Judge temporarily blocks publication of tell-all book by President Trump’s niece
A New York judge on Tuesday temporarily blocked the publication of an unflattering tell-all book written by President Trump’s niece that Simon & Schuster is set to publish in July.
The ruling, issued by Judge Hal B. Greenwald of the New York State Supreme Court, the state’s trial court, is the first legal win for Robert S. Trump, the younger brother of the President. Robert Trump has sought to block the book by Mary Trump, the President’s niece, contending it violates a confidentiality agreement related to the estate of the President’s father, Fred Trump.
“Robert Trump is very pleased with the New York Supreme Court’s injunction against Mary Trump and Simon & Schuster,” Charles Harder, Robert Trump’s attorney, said in a statement.
Calling the actions of Mary Trump and Simon & Schuster “reprehensible,” Harder added that he looked forward to “vigorously litigating this case.”
“Short of corrective action to immediately cease their egregious conduct, we will pursue this case to the very end,” Harder said.
In addition to his work for Robert Trump, Harder has a history of filing lawsuits against news organizations on behalf of President Trump.
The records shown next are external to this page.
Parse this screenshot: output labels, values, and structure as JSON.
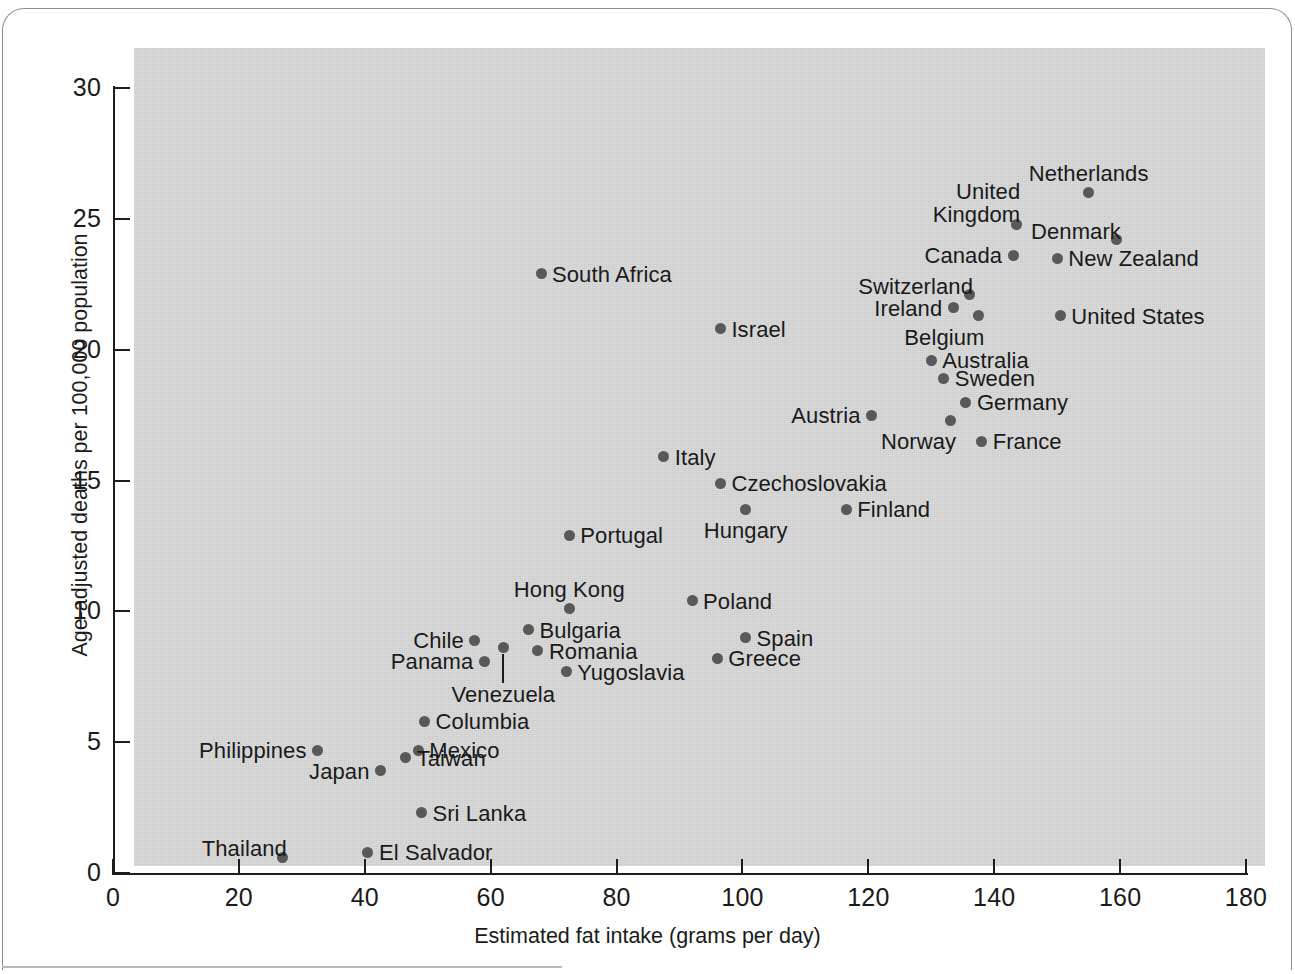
{
  "chart_data": {
    "type": "scatter",
    "title": "",
    "xlabel": "Estimated fat intake (grams per day)",
    "ylabel": "Age-adjusted deaths per 100,000 population",
    "xlim": [
      0,
      180
    ],
    "ylim": [
      0,
      30
    ],
    "xticks": [
      0,
      20,
      40,
      60,
      80,
      100,
      120,
      140,
      160,
      180
    ],
    "yticks": [
      0,
      5,
      10,
      15,
      20,
      25,
      30
    ],
    "grid": false,
    "legend": "none",
    "point_color": "#595959",
    "panel_color": "#d4d4d4",
    "points": [
      {
        "label": "Netherlands",
        "x": 155.0,
        "y": 26.0,
        "pos": "above"
      },
      {
        "label": "United\nKingdom",
        "x": 143.5,
        "y": 24.8,
        "pos": "above-left"
      },
      {
        "label": "Denmark",
        "x": 159.5,
        "y": 24.2,
        "pos": "above-left"
      },
      {
        "label": "Canada",
        "x": 143.0,
        "y": 23.6,
        "pos": "left"
      },
      {
        "label": "New Zealand",
        "x": 150.0,
        "y": 23.5,
        "pos": "right"
      },
      {
        "label": "South Africa",
        "x": 68.0,
        "y": 22.9,
        "pos": "right"
      },
      {
        "label": "Switzerland",
        "x": 136.0,
        "y": 22.1,
        "pos": "above-left"
      },
      {
        "label": "Ireland",
        "x": 133.5,
        "y": 21.6,
        "pos": "left"
      },
      {
        "label": "Belgium",
        "x": 137.5,
        "y": 21.3,
        "pos": "below-left"
      },
      {
        "label": "United States",
        "x": 150.5,
        "y": 21.3,
        "pos": "right"
      },
      {
        "label": "Israel",
        "x": 96.5,
        "y": 20.8,
        "pos": "right"
      },
      {
        "label": "Australia",
        "x": 130.0,
        "y": 19.6,
        "pos": "right"
      },
      {
        "label": "Sweden",
        "x": 132.0,
        "y": 18.9,
        "pos": "right"
      },
      {
        "label": "Germany",
        "x": 135.5,
        "y": 18.0,
        "pos": "right"
      },
      {
        "label": "Austria",
        "x": 120.5,
        "y": 17.5,
        "pos": "left"
      },
      {
        "label": "Norway",
        "x": 133.0,
        "y": 17.3,
        "pos": "below-left"
      },
      {
        "label": "France",
        "x": 138.0,
        "y": 16.5,
        "pos": "right"
      },
      {
        "label": "Italy",
        "x": 87.5,
        "y": 15.9,
        "pos": "right"
      },
      {
        "label": "Czechoslovakia",
        "x": 96.5,
        "y": 14.9,
        "pos": "right"
      },
      {
        "label": "Hungary",
        "x": 100.5,
        "y": 13.9,
        "pos": "below"
      },
      {
        "label": "Finland",
        "x": 116.5,
        "y": 13.9,
        "pos": "right"
      },
      {
        "label": "Portugal",
        "x": 72.5,
        "y": 12.9,
        "pos": "right"
      },
      {
        "label": "Poland",
        "x": 92.0,
        "y": 10.4,
        "pos": "right"
      },
      {
        "label": "Hong Kong",
        "x": 72.5,
        "y": 10.1,
        "pos": "above"
      },
      {
        "label": "Bulgaria",
        "x": 66.0,
        "y": 9.3,
        "pos": "right"
      },
      {
        "label": "Spain",
        "x": 100.5,
        "y": 9.0,
        "pos": "right"
      },
      {
        "label": "Chile",
        "x": 57.5,
        "y": 8.9,
        "pos": "left"
      },
      {
        "label": "Venezuela",
        "x": 62.0,
        "y": 8.6,
        "pos": "leader-below"
      },
      {
        "label": "Romania",
        "x": 67.5,
        "y": 8.5,
        "pos": "right"
      },
      {
        "label": "Greece",
        "x": 96.0,
        "y": 8.2,
        "pos": "right"
      },
      {
        "label": "Panama",
        "x": 59.0,
        "y": 8.1,
        "pos": "left"
      },
      {
        "label": "Yugoslavia",
        "x": 72.0,
        "y": 7.7,
        "pos": "right"
      },
      {
        "label": "Columbia",
        "x": 49.5,
        "y": 5.8,
        "pos": "right"
      },
      {
        "label": "Philippines",
        "x": 32.5,
        "y": 4.7,
        "pos": "left"
      },
      {
        "label": "Mexico",
        "x": 48.5,
        "y": 4.7,
        "pos": "right"
      },
      {
        "label": "Taiwan",
        "x": 46.5,
        "y": 4.4,
        "pos": "right"
      },
      {
        "label": "Japan",
        "x": 42.5,
        "y": 3.9,
        "pos": "left"
      },
      {
        "label": "Sri Lanka",
        "x": 49.0,
        "y": 2.3,
        "pos": "right"
      },
      {
        "label": "El Salvador",
        "x": 40.5,
        "y": 0.8,
        "pos": "right"
      },
      {
        "label": "Thailand",
        "x": 27.0,
        "y": 0.6,
        "pos": "above-left"
      }
    ]
  },
  "axes": {
    "x_title": "Estimated fat intake (grams per day)",
    "y_title": "Age-adjusted deaths per 100,000 population",
    "x_tick_labels": [
      "0",
      "20",
      "40",
      "60",
      "80",
      "100",
      "120",
      "140",
      "160",
      "180"
    ],
    "y_tick_labels": [
      "0",
      "5",
      "10",
      "15",
      "20",
      "25",
      "30"
    ]
  }
}
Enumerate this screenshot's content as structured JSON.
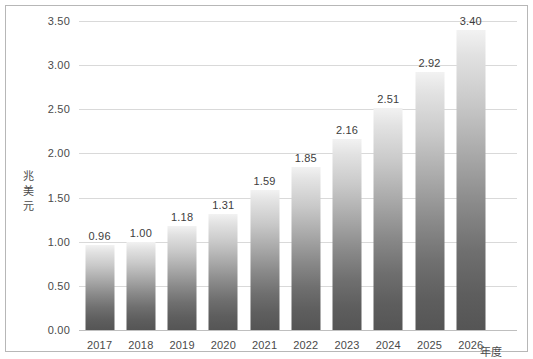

The lawsuits have been dismissed by legal experts as public relations stunts with little chance of success in court.
Ted Boutrous, a renowned First Amendment attorney who represents Mary Trump, and who has also represented CNN on matters in the past, said the order “flatly violates the First Amendment.”
“We will immediately appeal,” Boutrous said. “This book, which addresses matters of great public concern and importance about a sitting president in an election year, should not be suppressed even for one day.”
In a Tuesday evening affidavit, Simon & Schuster chief executive Jonathan Karp said that blocking the book from publication would “impose extraordinary economic harm” to the company.
Karp disclosed that Simon & Schuster had already printed approximately 75,000 copies of the book. Karp further said that it “no longer maintains control of the copies” that have been shipped to booksellers and online retailers.
“In my over 30 years working in book publishing, I am not aware of a book that was ever enjoined and censured from the public for any reason,” Karp said.
Karp added that Simon & Schuster had been unaware of any confidentiality agreement Mary Trump had agreed to until “about two weeks ago, well after the book had been accepted, put into production, and printing had begun.”
Simon & Schuster describes Mary Trump’s book, “Too Much and Never Enough: How My Family Created the World’s Most Dangerous Man,” as a “revelatory, authoritative portrait of Donald J. Trump and the toxic family that made him.”
The book was the fourth bestselling book on Amazon Tuesday afternoon.
The book, the publisher says, will shine “a bright light on the dark history of their family in order to explain how her uncle became the man who now threatens the world’s health, economic security, and social fabric.”
The Tuesday ruling comes after a judge for the Queens County Surrogate Court in New York last week dismissed a similar attempt to block the book, citing a lack of jurisdiction.
After that case was dismissed, Robert Trump took his case before the New York State Supreme Court.
Robert Trump has argued that as part of litigation related to Fred Trump’s will, a settlement was reached that included a confidentiality provision. That provision, Robert Trump has argued, was agreed upon by all parties, including Mary Trump.
The Trump administration recently took legal action in an attempt to block the tell-all book of John Bolton, the former national security advisor.
But a federal judge denied the Department of Justice’s motion, writing in his decision that Bolton’s book had already been widely distributed and that the court would “not order a nationwide seizure and destruction of a political memoir.”